A Sunday School pupil learns the difference between toughness and manliness

"WHO'S A SISSY?"

[Of Special Interest to Children]

One Sunday morning in a Christian Science Sunday School a nine-year-old boy was misbehaving. He was punching, interrupting, and generally disturbing the members of his class, composed of boys and girls his own age. After the teacher had tried unsuccessfully to quiet him, she suddenly turned to the boy and said, "You're a sissy."

Much surprised by this unexpected remark, the boy was momentarily at a loss for words. Finally, he collected himself and said: "Who's a sissy? I'm not. I'm a tough guy. I can beat up all the kids in my neighborhood." After this outburst, he swaggered a bit in his chair as if to re-establish himself in the eyes of his classmates and prove that he was a "tough guy."

This display of arrogance, however, did not ruffle his teacher, who said: "Today you've been acting like a sissy, because you have let error handle you and tell you just what to do and say. Mary Baker Eddy tells us that 'error is a coward before Truth' (Science and Health with Key to the Scriptures, p. 368). Then, if error is the coward, everyone who yields to error and sides with error is a sissy. Sometimes we have to be tough with error. We have to talk up to it and oppose it; but that takes courage."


WORK TO BE COMPLETED
Search the data for the string "axis" and gather each line it is in.

(Dataset rows about figures)
****************

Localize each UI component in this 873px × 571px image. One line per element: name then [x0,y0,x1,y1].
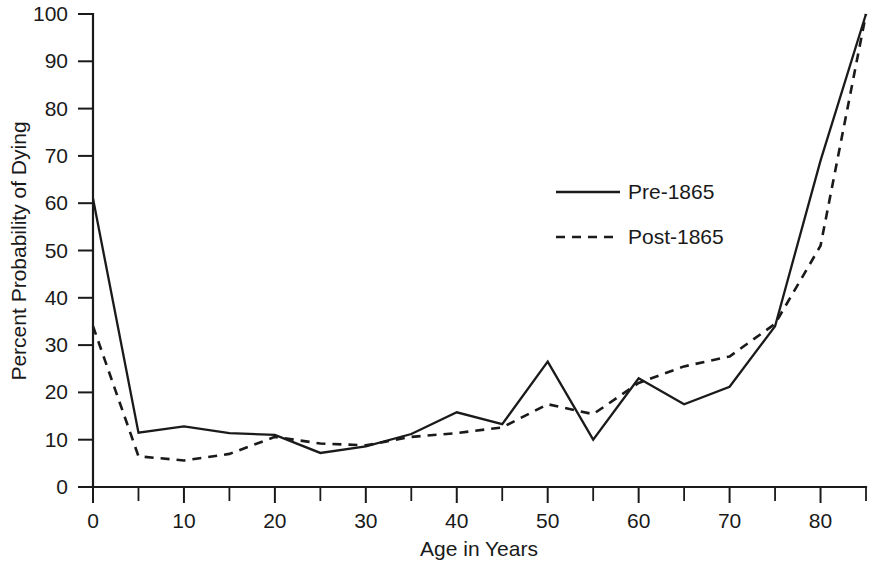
y-tick-label: 70 [45,144,68,167]
series-line-post-1865 [93,14,866,461]
x-tick-label: 40 [445,509,468,532]
y-tick-label: 0 [56,475,68,498]
x-axis-tick-labels: 01020304050607080 [87,509,832,532]
x-tick-label: 20 [263,509,286,532]
y-tick-label: 10 [45,428,68,451]
chart-legend: Pre-1865Post-1865 [556,180,724,248]
y-tick-label: 30 [45,333,68,356]
y-tick-label: 100 [33,2,68,25]
legend-label-post-1865: Post-1865 [628,225,724,248]
x-axis-tick-marks [93,487,866,503]
y-tick-label: 80 [45,97,68,120]
line-chart-canvas: 0102030405060708090100 01020304050607080… [0,0,873,571]
x-axis-title: Age in Years [420,537,538,560]
y-axis-tick-labels: 0102030405060708090100 [33,2,68,498]
y-tick-label: 20 [45,380,68,403]
y-tick-label: 50 [45,239,68,262]
x-tick-label: 10 [172,509,195,532]
x-tick-label: 50 [536,509,559,532]
x-tick-label: 30 [354,509,377,532]
y-axis-tick-marks [78,14,93,487]
x-tick-label: 70 [718,509,741,532]
x-tick-label: 80 [809,509,832,532]
y-tick-label: 90 [45,49,68,72]
series-line-pre-1865 [93,14,866,453]
x-tick-label: 0 [87,509,99,532]
y-axis-title: Percent Probability of Dying [7,121,30,380]
series-lines [93,14,866,461]
y-tick-label: 60 [45,191,68,214]
chart-figure: 0102030405060708090100 01020304050607080… [0,0,873,571]
legend-label-pre-1865: Pre-1865 [628,180,714,203]
x-tick-label: 60 [627,509,650,532]
y-tick-label: 40 [45,286,68,309]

****************

ANSWER SECTION
x-axis-tick-labels: 01020304050607080 [87,509,832,532]
x-axis-tick-marks [93,487,866,503]
x-axis-title: Age in Years [420,537,538,560]
y-axis-tick-labels: 0102030405060708090100 [33,2,68,498]
y-axis-tick-marks [78,14,93,487]
y-axis-title: Percent Probability of Dying [7,121,30,380]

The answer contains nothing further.